Repost from Markus Thielen Deribit Insights: “Final Frenzy Before SEC Decision on Bitcoin ETF?” The full report and all related findings are available on the official website of Deribit.
Summary: Traders must remember that the rally from 25,000 to 38,000 is primarily built upon the assumption that the SEC will approve a Bitcoin Spot ETF. The SEC is still in an open lawsuit with Coinbase, which is expected to be the primary counterparty (prime broker and custodian) for various Bitcoin Spot ETF applicants, and the SEC sued Coinbase in June. Each of the four crypto bull markets (2011, 2013, 2017, and 2021) was associated with a novel way to acquire Bitcoins. With the approval of a Bitcoin Spot ETF, moving fiat from any bank into Bitcoin would then become possible.
Analysis
Another month, another rally attempt? 38,000 appears to be a tough nut to crack, but we would still expect another break higher attempt. Traders must remember that the rally from 25,000 to 38,000 is primarily built upon the assumption that the SEC will approve a Bitcoin Spot ETF – eventually – or even immediately. We would use any break higher to position ourselves for a sideways to mildly downside surprise afterward.
I don’t expect a Bitcoin Spot ETF to be approved in Q1 2024, as there is no surveillance-sharing agreement yet. The SEC is still in an open lawsuit with Coinbase, which is expected to be the primary counterparty (prime broker and custodian) for various Bitcoin Spot ETF applicants, and the SEC sued Coinbase in June, accusing it of operating illegally as a national securities exchange, broker, and clearing agency without registering with the regulator. The SEC may approve a Bitcoin Spot ETF in April 2024 or later.
Each of the four crypto bull markets (2011, 2013, 2017, and 2021) was associated with a novel way to acquire Bitcoins. From 2011 onwards, we had spot exchanges, 2013 leveraged spot exchanges, 2017 perpetual futures exchanges, and 2021 saw the institutional borrowing and lending market effectively with uncollateralized borrowing from crypto hedge funds and trading desks – I wrote about it in my book ‘Crypto Titans’. In this fifth bull market and with the eventual approval of Bitcoin Spot ETFs, Bitcoin could become part of institutional portfolios and be used to collateralize assets. This could create leverage or other ways of portfolio optimization. Importantly, moving fiat from any bank into Bitcoin would then become possible.
Three US banks were dismantled in March 2023 that were instrumental in facilitating the seamless onramp from fiat into crypto, and there has yet to be a replacement. This is why the onramp we have been seeing this year has been predominantly institutional, as this avenue is still available through Tether, which does not deal with retail. A Bitcoin Spot ETF would solve this onramp with regulated, trusted entities, and investors still demand crypto allocation.
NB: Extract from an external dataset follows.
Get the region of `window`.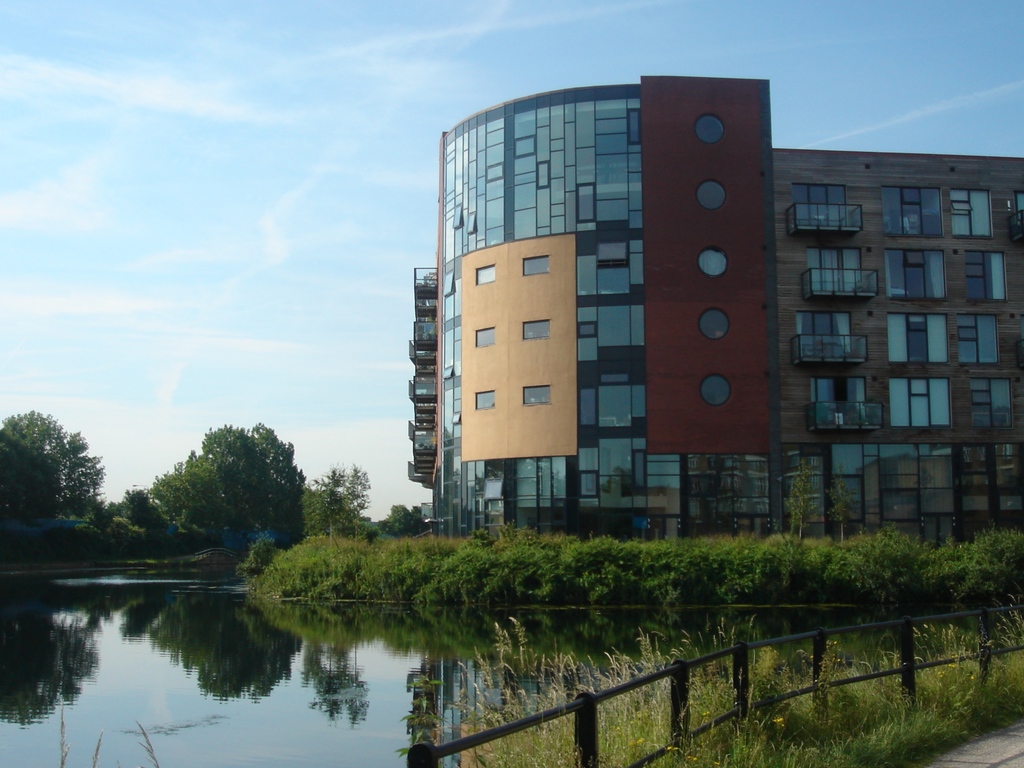
521, 315, 549, 342.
Futures-based Bitcoin ETFs lose money for investors due to the high operating costs and the near permanently high monthly roll costs, which are elevated in times of high interest rates and bullish market environments. On average, a Bitcoin Futures ETF holder will lose 6-8% annually and underperform Bitcoin Spot. It is remarkable that even those Bitcoin Futures ETFs have attracted $1.1bn in assets – imagine the amount a low fee with near zero tracking risk Bitcoin Spot ETF could attract. This compares to the expectations that a Bitcoin Spot ETF would cost 1% or less for investors per year, including custody fees.
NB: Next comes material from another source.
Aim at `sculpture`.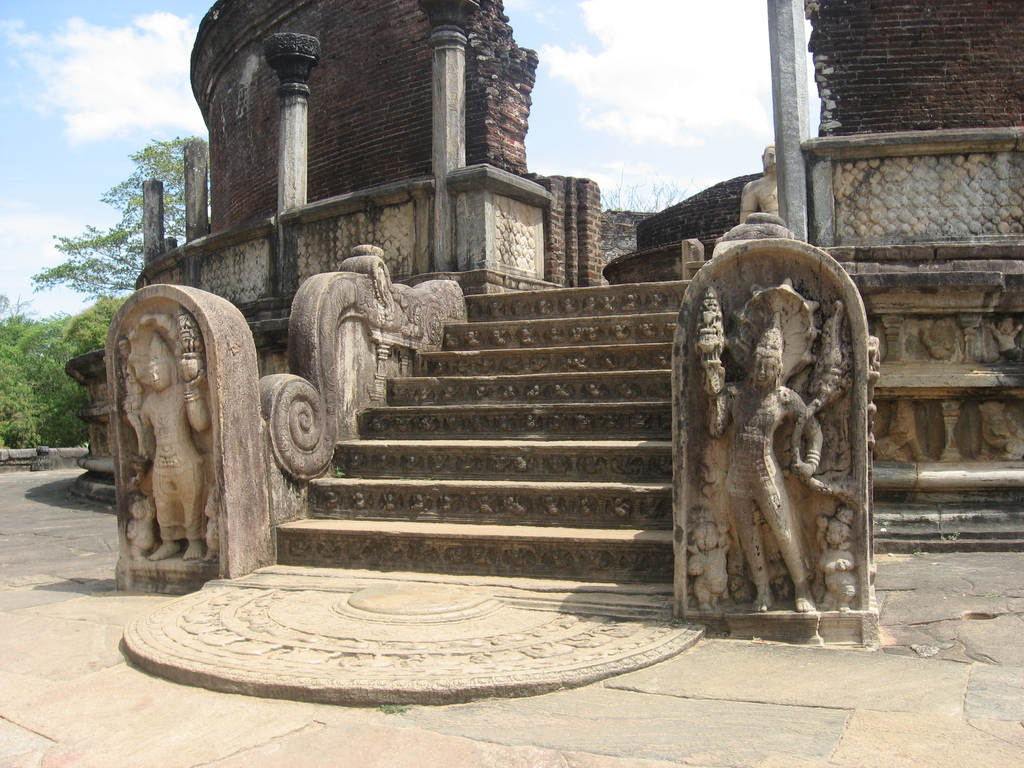
Aimed at [656,345,680,367].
The performance of listed Bitcoin-proxies, such as Bitcoin mining or other crypto service providers (Coinbase, Galaxy, MicroStrategy), shows that there is pent-up demand from investors. The market capitalization of precious metals ETFs in the US is $120bn, and 77% of respondents under 40 prefer Bitcoin over Gold as a safe haven asset. If 20% of those previous metals holdings were moved into a Bitcoin ETF, this would result in $24bn of inflows. In comparison, Registered Investment Advisors (RIA), which manage around $5trn (or more by other estimates), could move 1% into Bitcoin – for example, for portfolio diversification reasons, that would result in $50bn of inflows. Through our work with BlackLitterman Asset Allocation portfolio analysis, we can make the case that Bitcoin could become 0.5% to 10% of institutional portfolios.
While there are Bitcoin Spot ETFs in other countries, the US market is dominated by institutions (78% of trading volume) that actively use ETFs as the market is large enough to use sector strategies for asset allocations. This is not the case in other jurisdictions. As mentioned above, the RIA community is $5trn strong and prefers using ETFs for asset allocation strategies. This is why the Bitcoin Spot ETF can be a big deal in the US.